William Henry Bragg — British Physicist born on July 02, 1862, died on March 12, 1942

Sir William Henry Bragg OM KBE PRS was a British physicist, chemist, mathematician and active sportsman who uniquely shared a Nobel Prize with his son William Lawrence Bragg – the 1915 Nobel Prize in Physics: "for their services in the analysis of crystal structure by means of X-rays". The mineral Braggite is named after him and his son. He was knighted in 1920... (wikipedia)

Let us think of Nature as a builder, making all that we see out of atoms of a limited number of kinds, just as the builder of a house constructs it out of so many different kinds of things: bricks, slates, planks, panes of glass, and so on.
Sound is a movement which is handed on from atom to atom in a gas through which the sound is passing, just as a chain of workers pass buckets of water to a fire. The quicker the workers move their hands and arms, the quicker the water moves.
Broadly speaking, the discovery of X-rays has increased the keenness of our vision ten thousand times, and we can now 'see' the individual atoms and molecules.
When a liquid boils, the temperature has been raised to such a pitch that the evaporating molecules are sufficient in number and speed to lift off the air from the surface of the liquid and push it back en masse.
The infinite variety in the properties of the solid materials we find in the world is really the expression of the infinite variety of the ways in which the atoms and molecules can be tied together, and of the strength of those ties.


• _WHAT THE TASK ASKS_:
Print the data once more, exactly as supplied.

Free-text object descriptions
+++

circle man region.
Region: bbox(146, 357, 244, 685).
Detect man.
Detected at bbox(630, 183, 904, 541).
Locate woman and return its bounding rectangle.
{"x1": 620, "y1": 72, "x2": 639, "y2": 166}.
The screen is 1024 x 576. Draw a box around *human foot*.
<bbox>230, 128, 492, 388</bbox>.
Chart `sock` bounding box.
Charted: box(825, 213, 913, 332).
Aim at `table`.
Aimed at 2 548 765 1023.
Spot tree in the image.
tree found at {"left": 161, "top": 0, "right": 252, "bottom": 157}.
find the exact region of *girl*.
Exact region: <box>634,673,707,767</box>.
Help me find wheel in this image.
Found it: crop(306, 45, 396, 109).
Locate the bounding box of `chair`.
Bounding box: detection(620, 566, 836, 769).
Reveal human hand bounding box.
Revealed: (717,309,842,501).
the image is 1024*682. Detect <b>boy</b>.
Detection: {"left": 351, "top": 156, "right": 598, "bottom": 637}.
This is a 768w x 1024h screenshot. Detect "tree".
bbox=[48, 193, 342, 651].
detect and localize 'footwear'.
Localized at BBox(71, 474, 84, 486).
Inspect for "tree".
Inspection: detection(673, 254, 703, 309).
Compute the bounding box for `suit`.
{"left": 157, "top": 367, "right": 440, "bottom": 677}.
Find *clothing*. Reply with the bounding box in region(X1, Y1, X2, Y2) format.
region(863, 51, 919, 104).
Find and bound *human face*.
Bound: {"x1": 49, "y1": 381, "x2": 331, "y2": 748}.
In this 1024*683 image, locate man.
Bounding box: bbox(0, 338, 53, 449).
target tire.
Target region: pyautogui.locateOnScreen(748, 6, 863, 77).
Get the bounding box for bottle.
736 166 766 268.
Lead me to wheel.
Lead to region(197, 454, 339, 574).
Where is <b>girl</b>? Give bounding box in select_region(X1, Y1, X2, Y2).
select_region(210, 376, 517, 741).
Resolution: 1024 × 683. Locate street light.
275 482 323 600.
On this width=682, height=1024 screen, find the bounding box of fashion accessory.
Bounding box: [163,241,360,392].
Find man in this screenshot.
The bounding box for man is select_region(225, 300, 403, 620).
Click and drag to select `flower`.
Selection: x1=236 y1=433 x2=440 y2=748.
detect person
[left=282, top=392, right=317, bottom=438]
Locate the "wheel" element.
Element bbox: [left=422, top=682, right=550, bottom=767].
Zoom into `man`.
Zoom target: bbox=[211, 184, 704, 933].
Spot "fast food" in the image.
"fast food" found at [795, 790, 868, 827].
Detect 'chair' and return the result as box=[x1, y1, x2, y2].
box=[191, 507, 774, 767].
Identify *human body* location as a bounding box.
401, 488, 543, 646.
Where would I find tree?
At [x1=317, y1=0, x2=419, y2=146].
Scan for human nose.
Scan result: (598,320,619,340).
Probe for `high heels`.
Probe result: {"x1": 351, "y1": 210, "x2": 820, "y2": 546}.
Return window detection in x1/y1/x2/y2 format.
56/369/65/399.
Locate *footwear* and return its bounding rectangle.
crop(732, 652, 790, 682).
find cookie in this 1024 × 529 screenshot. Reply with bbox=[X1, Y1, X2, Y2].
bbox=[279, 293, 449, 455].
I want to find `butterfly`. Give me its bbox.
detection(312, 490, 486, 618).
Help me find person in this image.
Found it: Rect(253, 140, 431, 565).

+++

• _FINISHED TASK_:
circle man region.
Region: bbox(146, 357, 244, 685).
Detect man.
Detected at bbox(630, 183, 904, 541).
Locate woman and return its bounding rectangle.
{"x1": 620, "y1": 72, "x2": 639, "y2": 166}.
The screen is 1024 x 576. Draw a box around *human foot*.
<bbox>230, 128, 492, 388</bbox>.
Chart `sock` bounding box.
Charted: box(825, 213, 913, 332).
Aim at `table`.
Aimed at 2 548 765 1023.
Spot tree in the image.
tree found at {"left": 161, "top": 0, "right": 252, "bottom": 157}.
find the exact region of *girl*.
Exact region: <box>634,673,707,767</box>.
Help me find wheel in this image.
Found it: crop(306, 45, 396, 109).
Locate the bounding box of `chair`.
Bounding box: detection(620, 566, 836, 769).
Reveal human hand bounding box.
Revealed: (717,309,842,501).
the image is 1024*682. Detect <b>boy</b>.
Detection: {"left": 351, "top": 156, "right": 598, "bottom": 637}.
This is a 768w x 1024h screenshot. Detect "tree".
bbox=[48, 193, 342, 651].
detect and localize 'footwear'.
Localized at BBox(71, 474, 84, 486).
Inspect for "tree".
Inspection: detection(673, 254, 703, 309).
Compute the bounding box for `suit`.
{"left": 157, "top": 367, "right": 440, "bottom": 677}.
Find *clothing*. Reply with the bounding box in region(X1, Y1, X2, Y2) format.
region(863, 51, 919, 104).
Find and bound *human face*.
Bound: {"x1": 49, "y1": 381, "x2": 331, "y2": 748}.
In this 1024*683 image, locate man.
Bounding box: bbox(0, 338, 53, 449).
target tire.
Target region: pyautogui.locateOnScreen(748, 6, 863, 77).
Get the bounding box for bottle.
736 166 766 268.
Lead me to wheel.
Lead to region(197, 454, 339, 574).
Where is <b>girl</b>? Give bounding box in select_region(X1, Y1, X2, Y2).
select_region(210, 376, 517, 741).
Resolution: 1024 × 683. Locate street light.
275 482 323 600.
On this width=682, height=1024 screen, find the bounding box of fashion accessory.
Bounding box: [163,241,360,392].
Find man in this screenshot.
The bounding box for man is select_region(225, 300, 403, 620).
Click and drag to select `flower`.
Selection: x1=236 y1=433 x2=440 y2=748.
detect person
[left=282, top=392, right=317, bottom=438]
Locate the "wheel" element.
Element bbox: [left=422, top=682, right=550, bottom=767].
Zoom into `man`.
Zoom target: bbox=[211, 184, 704, 933].
Spot "fast food" in the image.
"fast food" found at [795, 790, 868, 827].
Detect 'chair' and return the result as box=[x1, y1, x2, y2].
box=[191, 507, 774, 767].
Identify *human body* location as a bounding box.
401, 488, 543, 646.
Where would I find tree?
At [x1=317, y1=0, x2=419, y2=146].
Scan for human nose.
Scan result: (598,320,619,340).
Probe for `high heels`.
Probe result: {"x1": 351, "y1": 210, "x2": 820, "y2": 546}.
Return window detection in x1/y1/x2/y2 format.
56/369/65/399.
Locate *footwear* and return its bounding rectangle.
crop(732, 652, 790, 682).
find cookie in this 1024 × 529 screenshot. Reply with bbox=[X1, Y1, X2, Y2].
bbox=[279, 293, 449, 455].
I want to find `butterfly`. Give me its bbox.
detection(312, 490, 486, 618).
Help me find person in this image.
Found it: Rect(253, 140, 431, 565).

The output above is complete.